Seigenthaler attempted to rescue the women by putting them into his car and driving away, but he was dragged from the car and knocked unconscious with a pipe and kicked in the ribs. A young black rider, William Barbee, was beaten into submission with a baseball bat and suffered permanent brain damage. A black bystander was even set afire after having kerosene thrown on him. The mayhem ended when a state police officer fired warning shots into the ceiling of the station. All the riders needed medical attention and were rushed to a local hospital.

That night, Martin Luther King Jr. came to Montgomery. Protected by a ring of federal marshals, King addressed a mass rally at First Baptist Church. He told the assembly, “Alabama will have to face the fact that we are determined to be free. The main thing I want to say to you is fear not, we’ve come too far to turn back . . . We are not afraid and we shall overcome.” Meanwhile, a white riot had erupted outside the church, and congregants spent the night inside.

A compromise was worked out two days later to get the riders out of Alabama and send them to Mississippi. A total of 27 freedom riders boarded the buses safely, accompanied by the Alabama National Guard, which, to the riders, defeated the purpose of challenging segregated seating on the bus. They were all arrested in Jackson in the bus depot for violating segregation statutes and were taken to jail. In the coming weeks, additional rides were made, but all suffered the same fate and more than 80 riders landed in jail under deplorable conditions.

Two African Americans ride in the backseat of a police car.

Freedom riders Priscilla Stephens, from CORE, and Reverend Petty D. McKinney, from Nyack, New York, are shown after their arrest by the police in Tallahassee, Florida, in June 1961.

During the summer, the national media and many Americans lost interest in the freedom rides. A Gallup Poll in mid-June showed that a majority of Americans supported desegregated interstate travel and the use of federal marshals to enforce it. However, 64 percent of Americans disapproved of the rides after initial expressions of sympathy, and 61 percent thought civil rights should be achieved gradually instead of through direct action.

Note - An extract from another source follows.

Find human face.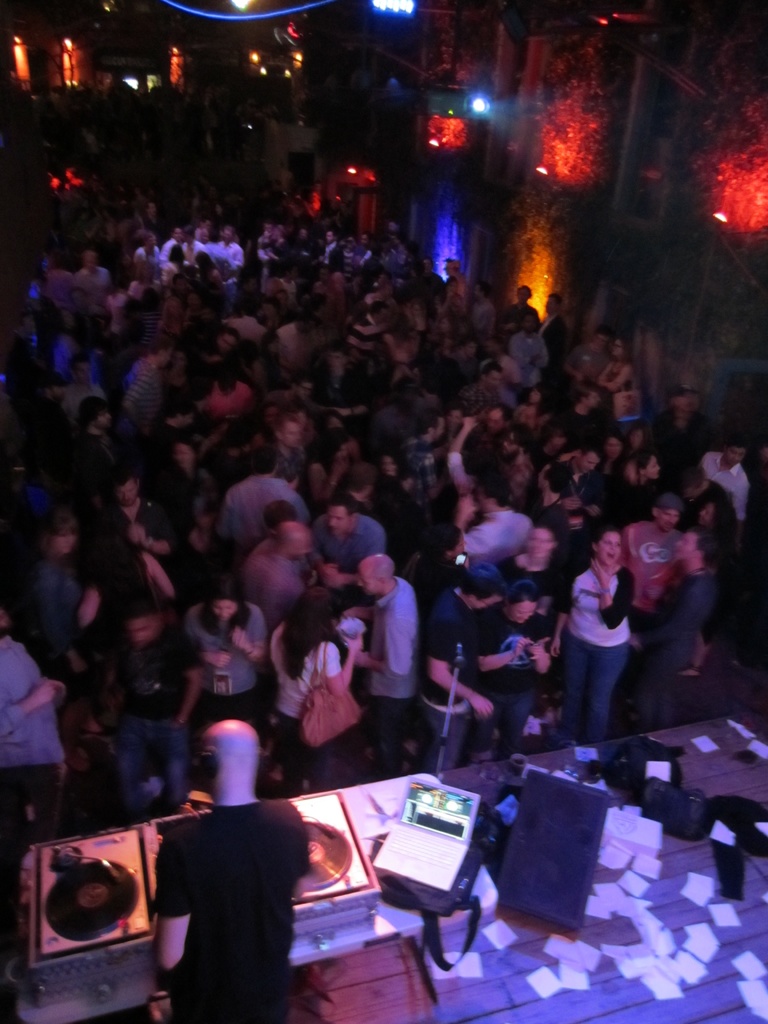
x1=84 y1=253 x2=97 y2=268.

The civil rights movement was undeterred by such popular opinion. The 1960 Greensboro sit-ins and the 1961 freedom rides created a new momentum in the struggle for equal rights and freedom. Over the next few years, civil rights activists directly confronted segregation through nonviolent tactics at places like Birmingham and Selma to arouse the national conscience and to pressure the federal government for passage of the Civil Rights Act of 1964 and the Voting Rights Act of 1965.

Review Questions

1. The freedom rides in 1961 were most directly inspired by

  • the lunch counter sit-ins started in Greensboro, North Carolina
  • the Supreme Court’s decision in Brown v. Board of Education
  • the Supreme Court’s decision in Morgan v. Commonwealth
  • the formation of the Congress of Racial Equality

2. Freedom riders from the early 1960s were best known for

  • inciting violent protests against urban policing policies
  • providing transportation to those participating in the Montgomery bus boycott
  • boycotting travel on segregated buses across the South
  • challenging segregated seating on interstate bus routes

3. Response to the freedom riders as they travelled throughout the South illustrated

  • uniformly violent opposition to their actions
  • varied racial attitudes and reactions on the part of southerners
  • widespread indifference
  • local support and public mobilization of the black community

4. The freedom riders encountered the most violent reactions to their methods in

  • Lynchburg, Virginia
  • Charlotte, North Carolina
  • Atlanta, Georgia
  • Birmingham, Alabama

5. The federal government’s response to the freedom rides was characterized generally by

  • overwhelming support, including federal protection of the riders
  • the full support of Attorney General Robert F. Kennedy and President John F. Kennedy, but not of Congress
  • observation and information gathering but limited actual support
  • official training in nonviolent tactics but little overt support

6. Compared with earlier tactics in the movement, in the early 1960s, new civil rights groups advocated greater emphasis on

  • taking direct action
  • working through the federal court system
  • inciting violent revolution
  • electing local officials sympathetic to their cause

7. The actions of the freedom riders most directly contributed to the

  • Brown v. Board of Education decision
  • Civil Rights Act of 1964
  • Voting Rights Act of 1965
  • election of President John F. Kennedy

Free Response Questions

  • Explain how the freedom riders of the early 1960s drew upon the U.S. Constitution to justify their actions.
  • Explain how the freedom rides of the early 1960s represented an evolution in the methods of the civil rights movement.

AP Practice Questions

Smoke pours out of the windows and doors of a bus on the side of the road.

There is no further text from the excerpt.